Thursday, January 27, 2011

A bit more Feynman.

After working so intensely on the Manhattan Project, Feynman was hired by Cornell University as a Professor of Physics. He was burnt out and depressed. He had, he claimed, no ideas. Here are Feynman's own words:

"Physics disgusts me a little bit now, but I used to enjoy doing physics. Why did I enjoy it? I used to play with it. I used to do whatever I felt like doing--it didn't have to do with whether it was important for the development of nuclear physics, but whether is was interesting and amusing for me to play with."

Later, Feynman was in a Cornell cafeteria and someone, fooling around, throws a plate in the air. "I had nothing to do, so I start to figure out the motion of the rotating plate...It came out of a complicated equation!"
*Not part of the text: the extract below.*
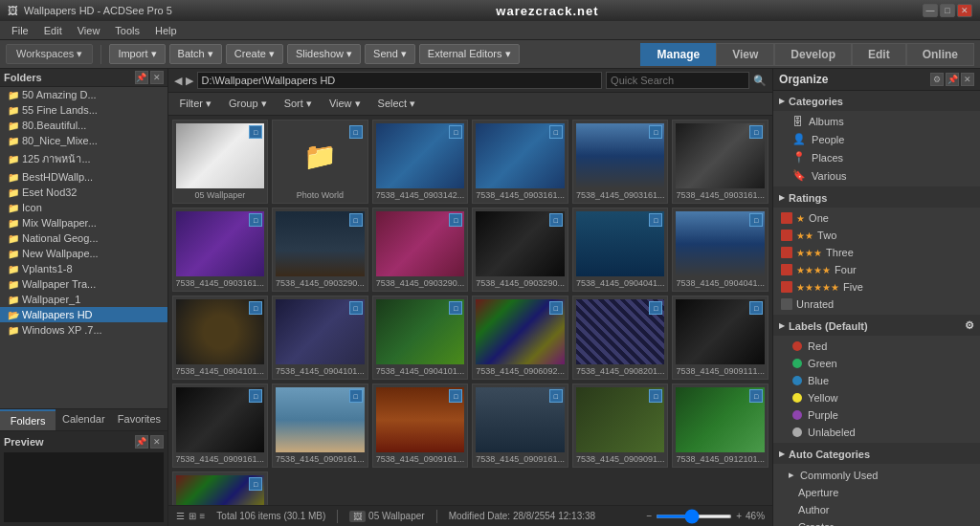 Image resolution: width=980 pixels, height=526 pixels. Describe the element at coordinates (968, 79) in the screenshot. I see `organize-close-button: ✕` at that location.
Feynman relates his enthusiasm to fellow Nobelist and physicist Hans Bethe and Bethe replies, "Feynman, that's pretty interesting, but what's the importance of it? Why are you doing it?"

Feynman ignored Bethe and kept playing with the idea of the wobbling plate. "Then I thought about how electron orbits start to move in relativity...Everything flowed effortlessly...There was no importance to what I was doing, but ultimately there was. The diagrams and the whole business that I got the Nobel Prize for came from that piddling around with the wobbling plate."

I write about this today because there are parallels to our business. When the holding companies and their rapacious hordes of MBAs and project managers took over our business, they systematically eliminated play. There is no downtime to be allowed. Every hour must be billable. We do not have permission to not be productive and we are, therefore, not productive. But our meetings are met, our forms are filled in and our timesheets are neat as a pin.

This is obvious to everyone but the people who run our businesses.

3 comments:

Tore Claesson said...

As everyone who's ever had to come up ideas as a job knows they never appeared when sitting at your desk looking professional. They come at night. They pop up over lunch. They interrupt you when you're watching a movie. They distract you in the middle of a conversation with your spouse. And occasionally they appear during a client meeting. Never when you fill out your time sheet however.

Anonymous said...

Tore, I've actually been very creative on time sheets now and again. Especially when dinner money is concerned.

Tore Claesson said...

@anon I reckon you are right. The whole industry is amazingly creative when it comes to time sheeting. I forgot.